Social Engagement as Intent Data

3 min read

Every time a prospect likes, comments, shares, or views content on LinkedIn, they are broadcasting intent. A VP of Operations who comments on three posts about AI automation in one week is telling the world they are evaluating AI automation — or at least thinking about it. This is free intent data, sitting in plain sight, and most demand gen teams ignore it because they are not set up to capture and act on social engagement signals.

  1. Monitor Target Account Activity Set up monitoring for key contacts at target accounts. Track what they post, what they engage with, and what topics appear in their feed activity. LinkedIn Sales Navigator alerts, manual monitoring, and third-party social listening tools all work. The method matters less than the consistency — check weekly at minimum.
  2. Score Engagement Patterns Single engagements are noise. Patterns are signal. A prospect who engages with one post about pipeline challenges is browsing. A prospect who engages with three posts about pipeline challenges in a week is actively thinking about the problem. Build a simple scoring system: one engagement equals awareness, three equals interest, five-plus equals active evaluation.
  3. Convert Signals to Outreach When a target account contact crosses the interest threshold, trigger a personalized outreach that references their engagement. "I noticed you have been following the conversation about X — I have been working on this exact problem with companies similar to yours." The outreach feels natural because it is connected to the prospect's demonstrated interest.

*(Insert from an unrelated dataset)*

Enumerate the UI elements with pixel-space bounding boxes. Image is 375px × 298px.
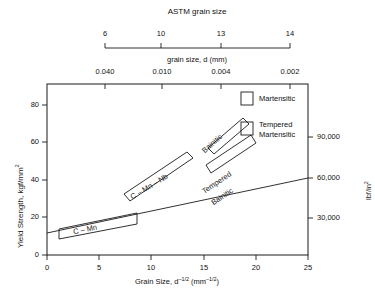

The combination of content-led demand generation and social engagement monitoring creates a self-reinforcing loop. You publish content that attracts your ICP. Your ICP engages with the content. Their engagement signals interest. Your outbound team reaches out with personalized messaging that references the engagement. The prospect experiences a seamless journey from content consumer to qualified meeting — without ever feeling like they were cold-called.